Madison Pentecostal Assembly to Celebrate 40th Anniversary: Ministering to the Whole Person

MPA

When Bishop Eugene Johnson moved to Madison in Fall 1983 to found Madison Pentecostal Assembly, he came with $200 in his pocket and a dream.

Part 3 of 3

By Jonathan Gramling

The Lord works in mysterious ways is a common refrain from people whose lives have taken shape for future tasks without them necessarily planning to do so. The life of Bishop Eugene Johnson, who founded Madison Pentecostal Assembly with his wife, Minister Carolyn, in 1983, seems to have followed that path. From arriving in Madison with $200 in his pocket to today with a 23,000 sq. ft. facility on Buckeye Road, MPA has truly flourished.

In American history, the Black church has been a force of support and strength and has assisted the Black community to move forward.

“The Black church is basically run by Black people,” Johnson exclaimed. “I don’t necessarily believe in THE Black church. It’s just that whites won’t come to our churches at the same rate that Blacks will go to white churches. Our churches should be more integrated, but it’s more challenging for white believers to submit to an African American man or woman who happens to be Black. However that is set up, a lot of Blacks abandon the Black church and take their talent to those mega churches when they could really keep their talent in the African American community to help build that community. So it’s the African American leaders who really attempt to address the systemic and cultural problems of our community as well as being a conscience to the nation for all communities. That’s very key, a conscience for the nation. And so, the church that is concerned about Blacks is welcoming with open arms.”

Social trends that have led young people away from traditional institutions and in some cases towards social media and the virtual world were exacerbated by the pandemic.

“The sad epitaph, I believe in terms of Black racial progress, is the abandonment of the church by too many lost people in our community,” Johnson said. “Those values are about the church. We feel an obligation to be right. We’re not out there blaming the white man for this, blaming society. We want to help build the society that should be there if there is a lot of institutional racism, institutional challenges and structural issues in society. We can be a part of the decision-makers that run those institutions that can help them do better. The Black church gives those values. People might battle on so many levels. From an integrity standpoint, institutional people can over police you because they see that you are making progress. And there is personal racism if you help try to run those institutions. They aren’t perfect in terms of the people who run them. But the key thing about the Black church is it is enduring. And the main reason it is enduring is because of our faith in God.”

And Johnson feels that the Black church will be needed more in the future as he sees an uncertain future ahead with increased polarization within society.

“The world is changing literally and in some ways, reversing itself,” Johnson said. “The future of the Black church has to fit within the context of what that future looks like and shapes that future. My thing is to prepare for that future. That future I see is filled with both kindness and antipathy, antipathy in terms of the rise of hatred and nationalism and the eradication of white consciousness towards what happened to a people on the part of nations. And when you think in terms of nations, the stuff goes back for millennia. We’ve been hit by a pandemic where it became so politicized that too many people of color died because they were not basing their decision on good information, but so given to rash social media rumor or cultural identity as such. In a sense, the church was almost gutted by the pandemic in terms of involvement in fellowship: the hugging, the caring, the warmth, the one-on-one, the music, the in-person participation, and the financial support. By people being absent from the church, you see the rise of something filling that void, being antithetical to a civil society and to church and to a faith. We have to be prepared to be strong.”

Johnson sees the Black church as an agent to help people live empowered and contributing lives.

“The church is about transforming lives, not just the conforming,” Johnson said. “Most of the things today want you to conform. The power of the church is to transform lives and values.”

And the 40-year history of Madison Pentecostal Assembly has witnessed the transformation of hundreds of lives. It has lived up to its values it professed 40 years ago when Bishop Eugene Johnson came to Madison with $200 to found a church.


▶ EXERCISE BRIEF
Return exactly those lines of the material below that fall between the line holding "You are a GUI" and the line holding "Task: Click on", inclusive.

[[ INPUT RECORDS open ]]

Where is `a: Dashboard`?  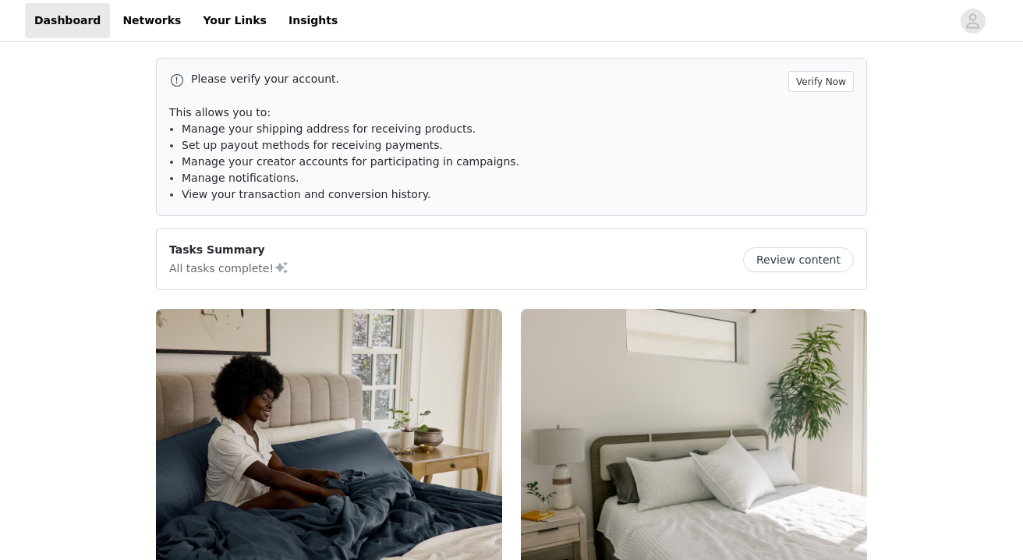
a: Dashboard is located at coordinates (67, 20).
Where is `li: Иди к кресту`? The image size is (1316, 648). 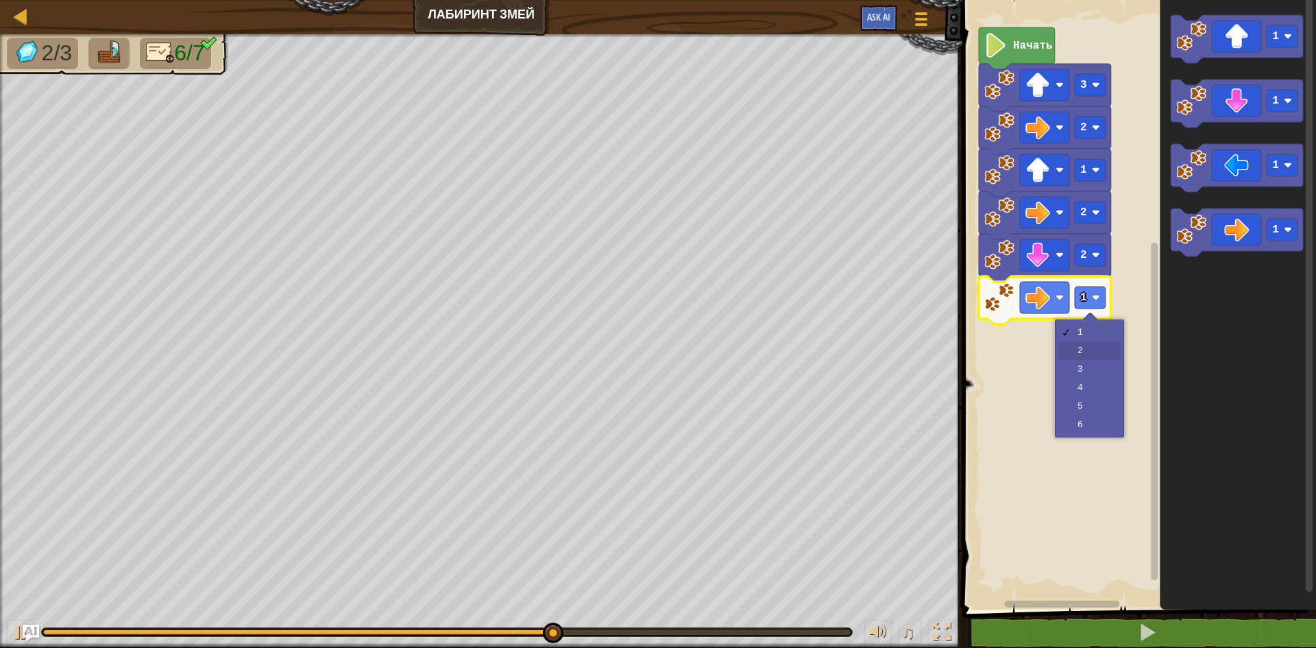 li: Иди к кресту is located at coordinates (109, 53).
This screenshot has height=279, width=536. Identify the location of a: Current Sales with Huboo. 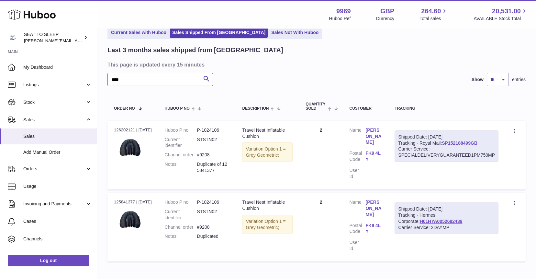
(139, 32).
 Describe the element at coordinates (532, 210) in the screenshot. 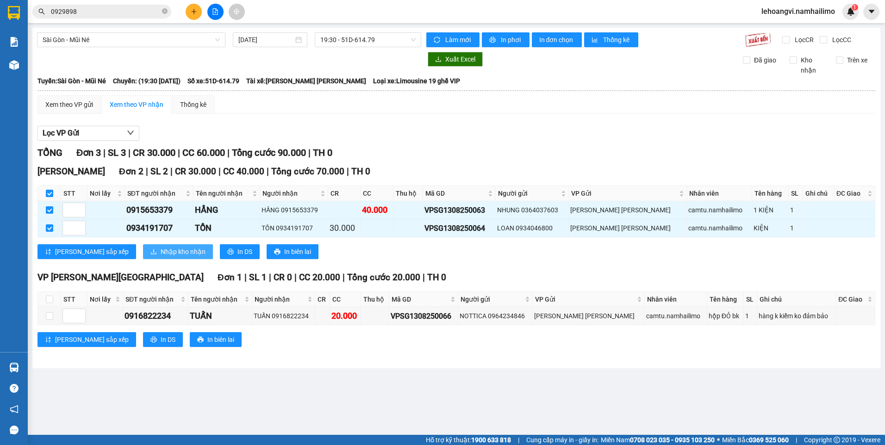

I see `div: NHUNG 0364037603` at that location.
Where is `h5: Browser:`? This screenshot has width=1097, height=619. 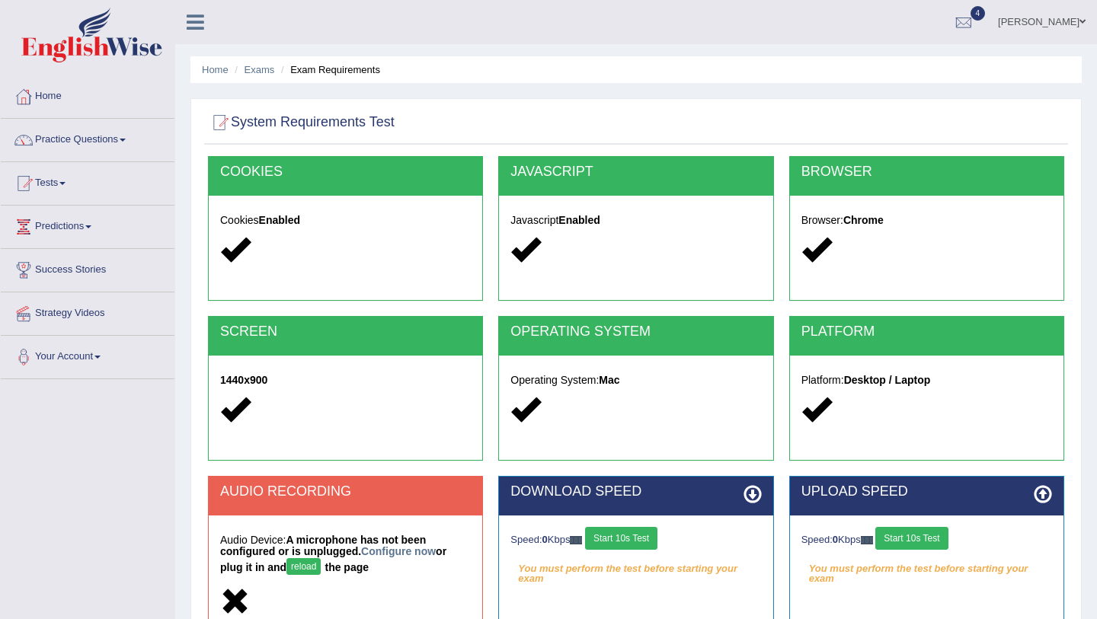
h5: Browser: is located at coordinates (926, 220).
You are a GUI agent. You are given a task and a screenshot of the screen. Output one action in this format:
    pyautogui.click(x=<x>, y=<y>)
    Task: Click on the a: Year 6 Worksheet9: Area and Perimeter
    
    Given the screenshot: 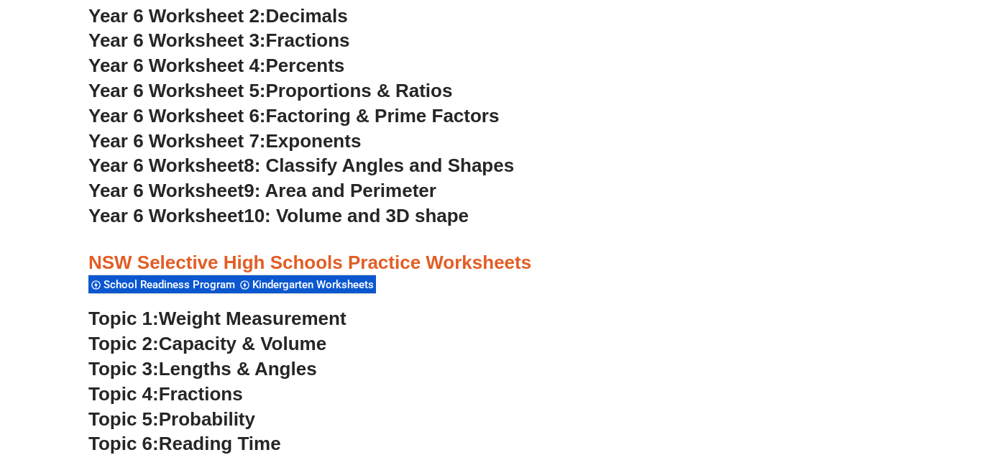 What is the action you would take?
    pyautogui.click(x=262, y=190)
    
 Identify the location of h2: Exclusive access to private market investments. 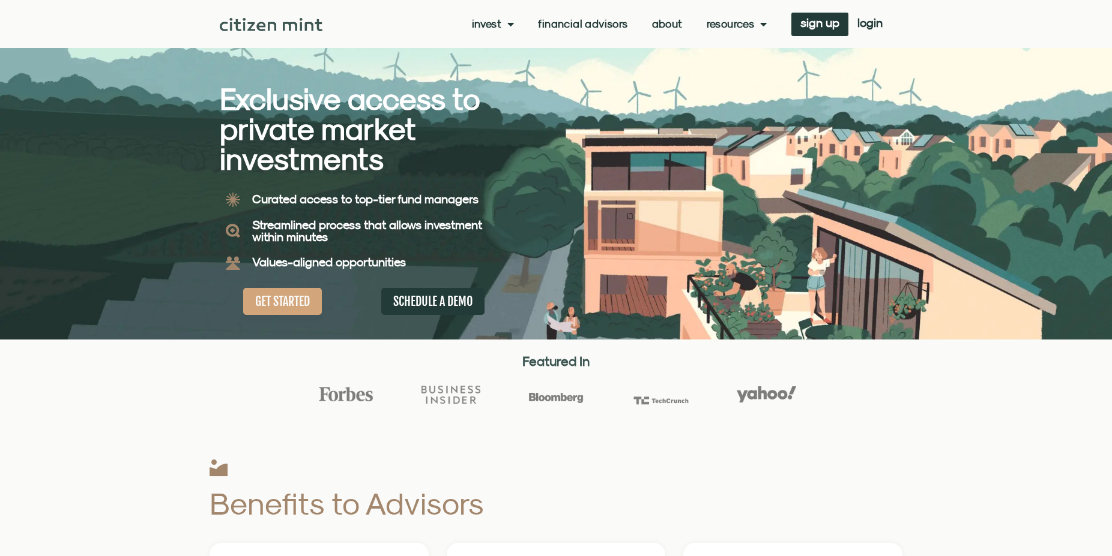
(367, 129).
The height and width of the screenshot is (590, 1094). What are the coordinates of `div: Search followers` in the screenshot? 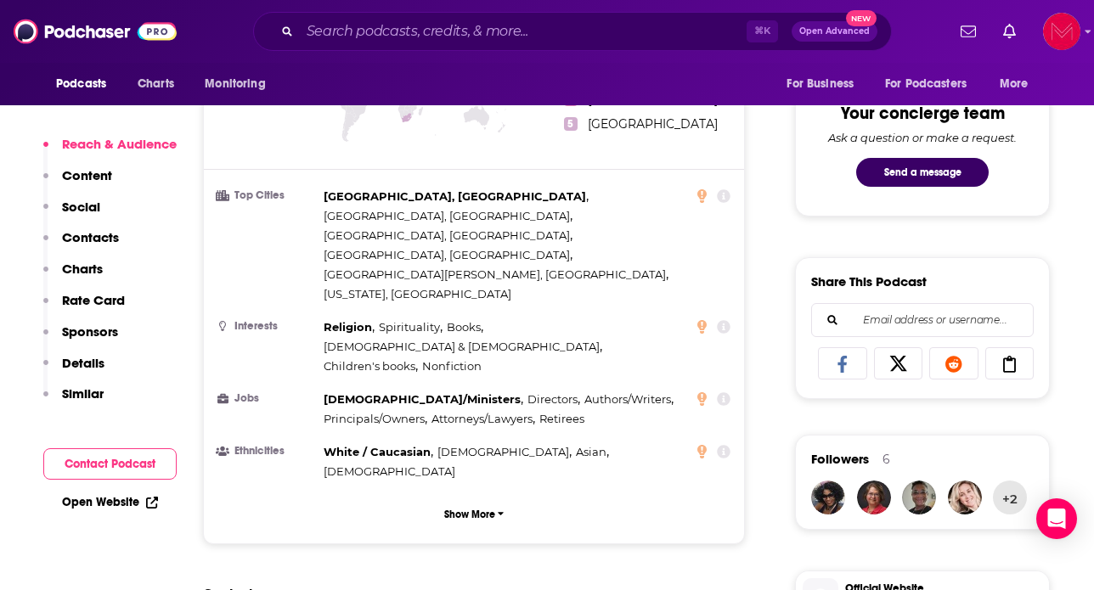 It's located at (922, 320).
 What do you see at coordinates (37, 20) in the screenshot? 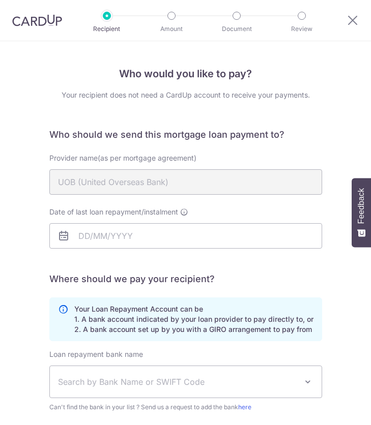
I see `img: CardUp` at bounding box center [37, 20].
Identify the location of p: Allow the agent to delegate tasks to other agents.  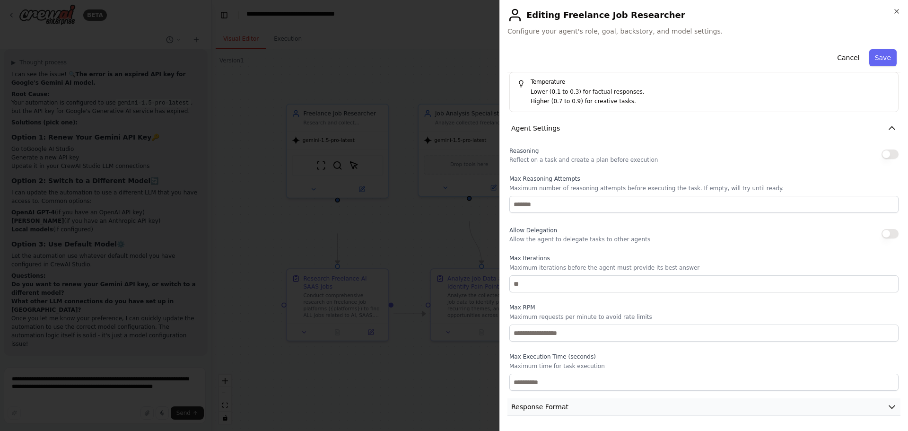
(580, 239).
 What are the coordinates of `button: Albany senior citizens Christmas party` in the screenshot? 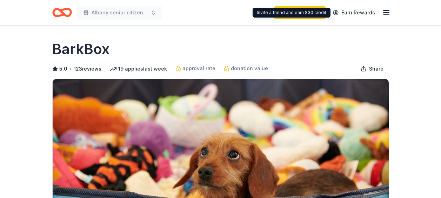 It's located at (120, 13).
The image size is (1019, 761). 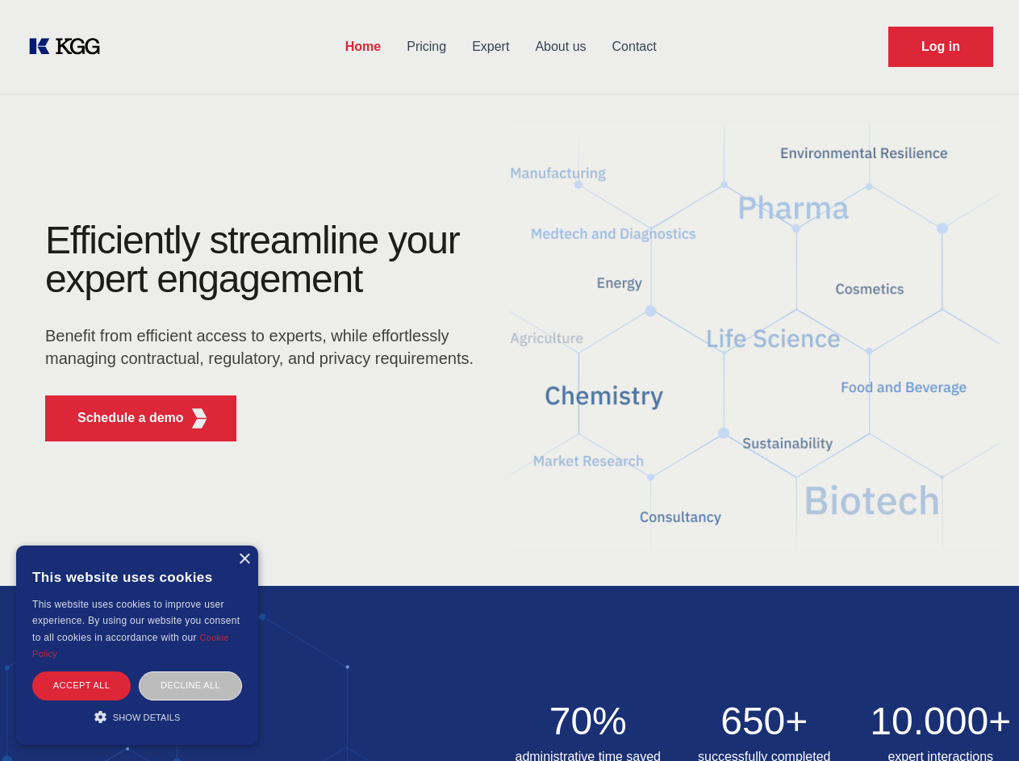 What do you see at coordinates (426, 47) in the screenshot?
I see `a: Pricing` at bounding box center [426, 47].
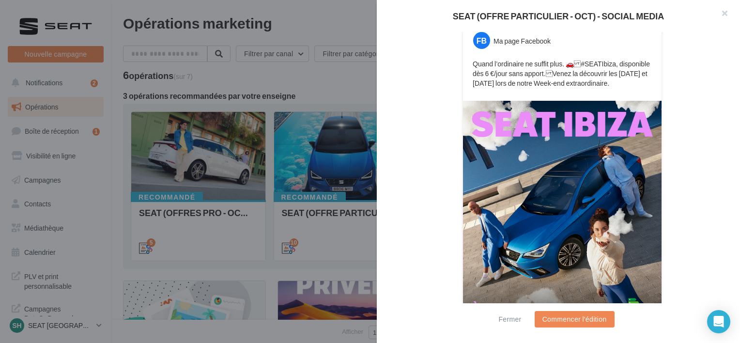 The width and height of the screenshot is (740, 343). Describe the element at coordinates (522, 41) in the screenshot. I see `div: Ma page Facebook` at that location.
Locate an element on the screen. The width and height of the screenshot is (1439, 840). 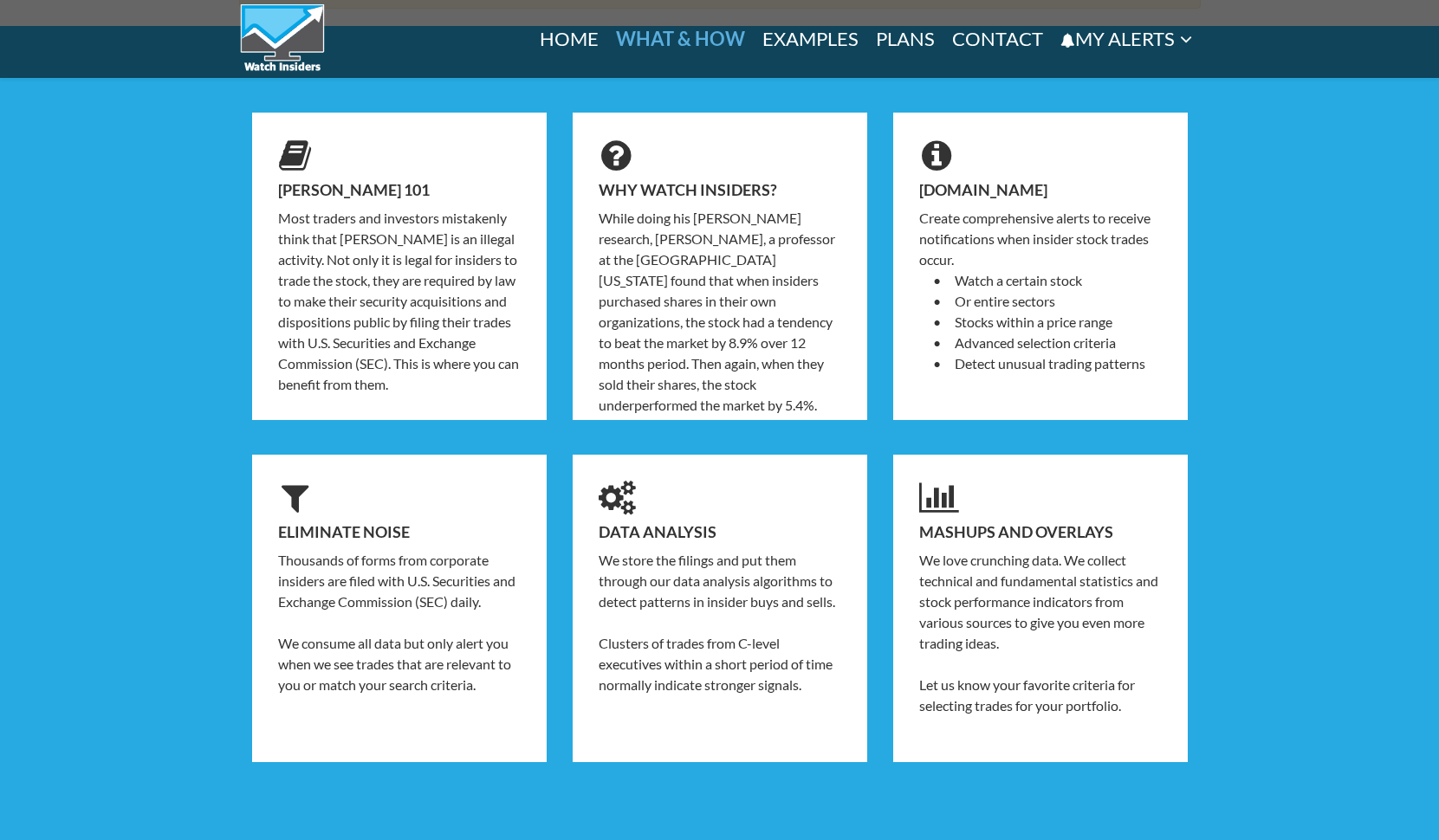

[[ INPUT RECORDS closed ]]

▶ RESPONSE TO THIS TASK
You are a GUI agent. You are given a task and a screenshot of the screen. Output one action in this format:
    pyautogui.click(x=<x>, y=<y>)
    Task: Click on the a: Year 6 Worksheet9: Area and Perimeter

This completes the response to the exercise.